Written by me, proof-read by an LLM.
Details at end.
Sixteen days in, and I’ve been dancing around what many consider the fundamental compiler optimisation: inlining. Not because it’s complicated - quite the opposite! - but because inlining is less interesting for what it does (copy-paste code), and more interesting for what it enables.
Initially inlining was all about avoiding the expense of the call itself, but nowadays inlining enables many other optimisations to shine.
We’ve already encountered inlining (though I tried to limit it until now): On day 8 to get the size of a vector, we called its .size() method. I completely glossed over the fact that while size() is a method on std::vector, we don’t see a call in the assembly code, just the subtraction and shift.
So, how does inlining enable other optimisations? Using ARMv7, let’s convert a string to uppercase. We might have a utility change_case function that either turns a single character from upper to lower, or lower to upper, so, we’ll use it in our code:
The compiler decides to inline change_case into make_upper, and then seeing that upper is always true, it can simplify the whole code to:
.LBB0_1:
ldrb r2, [r0] ; read next `c`; c = *string;
sub r3, r2, #97 ; tmp = c - 'a'
uxtb r3, r3 ; tmp = tmp & 0xff
cmp r3, #26 ; check tmp against 26
sublo r2, r2, #32 ; if lower than 26 then c = c - 32
; c = ((c - 'a') & 0xff) < 26 ? c - 32 : c;
strb r2, [r0], #1 ; store 'c' back; *string++ = c
subs r1, r1, #1 ; reduce counter
bne .LBB0_1 ; loop if not zero
There’s no trace left of the !upper case and the compiler, having inlined the code, has a fresh copy of the code to then further modify to take advantage of things it knows are true. It does a neat trick of avoiding a branch to check whether the character is uppercase: If (c - 'a') & 0xff is less than 26, it must be a lowercase character. It then conditionally subtracts 32, which has the effect of making a into A.
Inlining gives the compiler the ability to make local changes: The implementation can be special cased at the inline site as by definition there’s no other callers to the code. The special casing can include propagating values known to be constants (like the upper bool above), and looking for code paths that are unused.
Inlining has some drawbacks though: if it’s overused, the code size of your program can grow quite substantially. The compiler has to make its best guess as to whether inlining a function (and the functions that it calls…and so on), based on heuristics about the code size increase, and whether the perceived benefit is worth it. Ultimately it’s a guess though.
In rare cases accepting the cost of calling a common routine can be a benefit: if there is an unavoidable branch in the routine that’s globally predictable, sometimes having one shared branch site can be better for the branch predictor. In many cases, though, the reverse is true: if there’s a branch in code that’s inlined many times across the codebase then sometimes the (more local) branch history for the many copies of that branch can yield more predictability. It’s…complex.
An important consideration for inlining is the visibility of the definition of the function you’re calling (that is, the body of the function). If the compiler has only seen the declaration of a function (e.g. in the case above just char change_case(char c, bool upper);), then it can’t inline it: there’s nothing to inline! In modern C++ with templates and a lot of code in headers, this usually isn’t a problem, but if you’re trying to minimise build times and interdependency this can be an issue.
Frustratingly, inlining is also one of the most heuristic-driven optimisations; with different compilers making reasonable but different guesses about which functions should be inlined. This can be frustrating when adding a single line to a function somewhere has ripple effects throughout a codebase affecting inlining decisions.
All that said: Inlining is the ultimate enabling optimisation. On its own, copying function bodies into call sites might save a few cycles here and there. But give the compiler a fresh copy of code at the call site, and suddenly it can propagate constants, eliminate dead branches, and apply transformations that would be impossible with a shared function body. Who said copy paste was always bad?
See the video that accompanies this post.
This post is day 17 of Advent of Compiler Optimisations 2025, a 25-day series exploring how compilers transform our code.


Task requirements: Every record gets copied exactly, and no picture goes with it.

Record set:
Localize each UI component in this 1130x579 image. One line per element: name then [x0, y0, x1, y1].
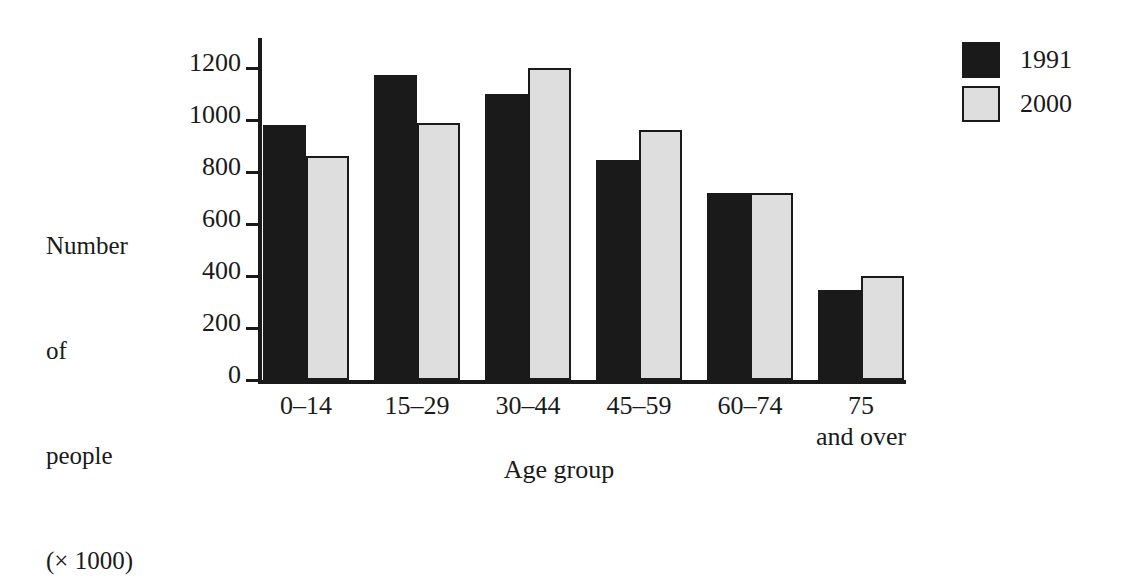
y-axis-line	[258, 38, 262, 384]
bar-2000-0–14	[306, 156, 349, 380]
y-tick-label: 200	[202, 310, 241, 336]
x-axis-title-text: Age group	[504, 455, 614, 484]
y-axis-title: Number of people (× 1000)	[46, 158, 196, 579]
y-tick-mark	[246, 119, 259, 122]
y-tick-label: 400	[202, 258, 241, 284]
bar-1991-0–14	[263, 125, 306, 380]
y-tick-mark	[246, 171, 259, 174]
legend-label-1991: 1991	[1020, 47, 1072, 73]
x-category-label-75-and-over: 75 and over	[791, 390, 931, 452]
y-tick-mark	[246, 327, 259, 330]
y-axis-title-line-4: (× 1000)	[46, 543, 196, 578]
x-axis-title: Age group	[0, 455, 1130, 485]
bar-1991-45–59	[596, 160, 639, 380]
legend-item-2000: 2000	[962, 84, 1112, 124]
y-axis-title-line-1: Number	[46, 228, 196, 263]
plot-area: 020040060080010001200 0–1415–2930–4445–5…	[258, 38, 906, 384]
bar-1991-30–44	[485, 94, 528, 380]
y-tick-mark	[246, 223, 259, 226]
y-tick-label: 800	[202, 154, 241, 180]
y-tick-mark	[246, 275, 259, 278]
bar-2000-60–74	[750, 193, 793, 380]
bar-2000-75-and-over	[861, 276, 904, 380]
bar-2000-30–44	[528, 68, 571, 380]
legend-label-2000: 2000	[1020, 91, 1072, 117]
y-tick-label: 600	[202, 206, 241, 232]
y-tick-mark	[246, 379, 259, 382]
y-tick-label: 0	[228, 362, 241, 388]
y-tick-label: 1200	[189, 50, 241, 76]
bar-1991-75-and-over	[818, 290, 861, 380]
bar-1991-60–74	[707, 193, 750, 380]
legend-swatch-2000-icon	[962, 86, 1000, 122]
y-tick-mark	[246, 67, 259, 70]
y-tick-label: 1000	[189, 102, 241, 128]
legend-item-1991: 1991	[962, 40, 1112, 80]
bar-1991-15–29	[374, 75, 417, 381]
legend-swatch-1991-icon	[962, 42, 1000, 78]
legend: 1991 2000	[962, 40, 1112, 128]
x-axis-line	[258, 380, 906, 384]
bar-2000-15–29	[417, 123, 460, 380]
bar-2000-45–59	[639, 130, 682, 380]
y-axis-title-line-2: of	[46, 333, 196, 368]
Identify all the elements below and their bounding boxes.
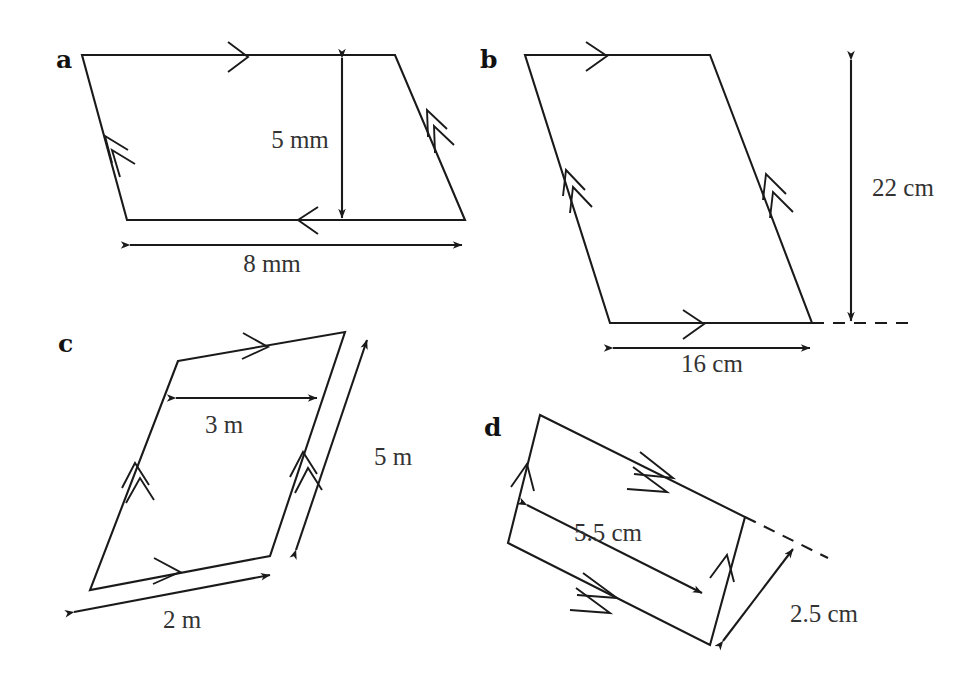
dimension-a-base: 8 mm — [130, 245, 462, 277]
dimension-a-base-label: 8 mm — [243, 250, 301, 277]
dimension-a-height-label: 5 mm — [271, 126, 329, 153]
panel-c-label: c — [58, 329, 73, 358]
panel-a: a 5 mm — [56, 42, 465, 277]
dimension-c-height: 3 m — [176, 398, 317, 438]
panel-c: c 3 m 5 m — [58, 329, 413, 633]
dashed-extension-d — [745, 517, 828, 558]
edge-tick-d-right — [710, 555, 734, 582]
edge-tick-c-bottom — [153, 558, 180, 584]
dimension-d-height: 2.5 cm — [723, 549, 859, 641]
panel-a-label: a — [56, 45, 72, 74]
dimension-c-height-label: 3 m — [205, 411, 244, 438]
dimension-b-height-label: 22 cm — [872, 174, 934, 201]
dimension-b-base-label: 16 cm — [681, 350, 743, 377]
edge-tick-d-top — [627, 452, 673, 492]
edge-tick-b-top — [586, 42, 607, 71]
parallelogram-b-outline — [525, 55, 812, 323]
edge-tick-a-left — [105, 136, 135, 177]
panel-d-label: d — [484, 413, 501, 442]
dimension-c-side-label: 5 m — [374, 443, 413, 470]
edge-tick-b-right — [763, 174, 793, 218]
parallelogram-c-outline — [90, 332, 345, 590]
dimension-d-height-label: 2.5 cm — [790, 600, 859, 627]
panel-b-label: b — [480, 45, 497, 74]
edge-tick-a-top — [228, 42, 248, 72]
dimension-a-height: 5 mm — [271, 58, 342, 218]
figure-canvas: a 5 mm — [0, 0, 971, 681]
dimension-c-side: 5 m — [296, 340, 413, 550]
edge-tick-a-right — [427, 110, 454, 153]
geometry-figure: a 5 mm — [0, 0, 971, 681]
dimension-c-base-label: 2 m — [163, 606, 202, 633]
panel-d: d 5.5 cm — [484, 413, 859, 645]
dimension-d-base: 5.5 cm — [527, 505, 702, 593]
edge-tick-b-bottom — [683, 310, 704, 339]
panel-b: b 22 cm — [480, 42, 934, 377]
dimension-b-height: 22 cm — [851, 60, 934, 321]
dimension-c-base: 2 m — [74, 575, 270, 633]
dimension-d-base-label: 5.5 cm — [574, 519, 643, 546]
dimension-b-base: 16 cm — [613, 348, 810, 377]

Reply to the task:
Localize each UI component in this 1130x579 image. One line per element: name then [x0, y0, x1, y1].
y-axis-line	[258, 38, 262, 384]
bar-2000-0–14	[306, 156, 349, 380]
y-tick-label: 200	[202, 310, 241, 336]
x-axis-title-text: Age group	[504, 455, 614, 484]
y-axis-title: Number of people (× 1000)	[46, 158, 196, 579]
y-tick-mark	[246, 119, 259, 122]
y-tick-label: 400	[202, 258, 241, 284]
bar-1991-0–14	[263, 125, 306, 380]
y-tick-mark	[246, 171, 259, 174]
legend-label-1991: 1991	[1020, 47, 1072, 73]
x-category-label-75-and-over: 75 and over	[791, 390, 931, 452]
y-tick-mark	[246, 327, 259, 330]
y-axis-title-line-4: (× 1000)	[46, 543, 196, 578]
x-axis-title: Age group	[0, 455, 1130, 485]
bar-1991-45–59	[596, 160, 639, 380]
legend-item-2000: 2000	[962, 84, 1112, 124]
y-axis-title-line-1: Number	[46, 228, 196, 263]
plot-area: 020040060080010001200 0–1415–2930–4445–5…	[258, 38, 906, 384]
bar-1991-30–44	[485, 94, 528, 380]
y-tick-mark	[246, 223, 259, 226]
y-tick-label: 800	[202, 154, 241, 180]
y-tick-mark	[246, 275, 259, 278]
bar-2000-60–74	[750, 193, 793, 380]
bar-2000-75-and-over	[861, 276, 904, 380]
bar-2000-30–44	[528, 68, 571, 380]
legend-label-2000: 2000	[1020, 91, 1072, 117]
y-tick-label: 600	[202, 206, 241, 232]
y-tick-mark	[246, 379, 259, 382]
y-tick-label: 0	[228, 362, 241, 388]
y-tick-label: 1200	[189, 50, 241, 76]
bar-1991-75-and-over	[818, 290, 861, 380]
bar-1991-60–74	[707, 193, 750, 380]
legend-swatch-2000-icon	[962, 86, 1000, 122]
y-tick-mark	[246, 67, 259, 70]
y-tick-label: 1000	[189, 102, 241, 128]
legend-item-1991: 1991	[962, 40, 1112, 80]
bar-1991-15–29	[374, 75, 417, 381]
legend-swatch-1991-icon	[962, 42, 1000, 78]
legend: 1991 2000	[962, 40, 1112, 128]
x-axis-line	[258, 380, 906, 384]
bar-2000-15–29	[417, 123, 460, 380]
bar-2000-45–59	[639, 130, 682, 380]
y-axis-title-line-2: of	[46, 333, 196, 368]
Identify all the elements below and their bounding boxes.
dimension-a-base: 8 mm — [130, 245, 462, 277]
dimension-a-base-label: 8 mm — [243, 250, 301, 277]
dimension-a-height-label: 5 mm — [271, 126, 329, 153]
panel-c-label: c — [58, 329, 73, 358]
panel-a: a 5 mm — [56, 42, 465, 277]
dimension-c-height: 3 m — [176, 398, 317, 438]
panel-c: c 3 m 5 m — [58, 329, 413, 633]
dashed-extension-d — [745, 517, 828, 558]
edge-tick-d-right — [710, 555, 734, 582]
edge-tick-c-bottom — [153, 558, 180, 584]
dimension-d-height: 2.5 cm — [723, 549, 859, 641]
panel-a-label: a — [56, 45, 72, 74]
dimension-c-height-label: 3 m — [205, 411, 244, 438]
dimension-b-height-label: 22 cm — [872, 174, 934, 201]
dimension-b-base-label: 16 cm — [681, 350, 743, 377]
edge-tick-d-top — [627, 452, 673, 492]
edge-tick-b-top — [586, 42, 607, 71]
parallelogram-b-outline — [525, 55, 812, 323]
edge-tick-a-left — [105, 136, 135, 177]
panel-d-label: d — [484, 413, 501, 442]
dimension-c-side-label: 5 m — [374, 443, 413, 470]
edge-tick-b-right — [763, 174, 793, 218]
parallelogram-c-outline — [90, 332, 345, 590]
dimension-d-height-label: 2.5 cm — [790, 600, 859, 627]
panel-b-label: b — [480, 45, 497, 74]
edge-tick-a-top — [228, 42, 248, 72]
dimension-a-height: 5 mm — [271, 58, 342, 218]
figure-canvas: a 5 mm — [0, 0, 971, 681]
dimension-c-side: 5 m — [296, 340, 413, 550]
edge-tick-a-right — [427, 110, 454, 153]
geometry-figure: a 5 mm — [0, 0, 971, 681]
dimension-c-base-label: 2 m — [163, 606, 202, 633]
panel-d: d 5.5 cm — [484, 413, 859, 645]
dimension-d-base: 5.5 cm — [527, 505, 702, 593]
edge-tick-b-bottom — [683, 310, 704, 339]
panel-b: b 22 cm — [480, 42, 934, 377]
dimension-b-height: 22 cm — [851, 60, 934, 321]
dimension-c-base: 2 m — [74, 575, 270, 633]
dimension-d-base-label: 5.5 cm — [574, 519, 643, 546]
dimension-b-base: 16 cm — [613, 348, 810, 377]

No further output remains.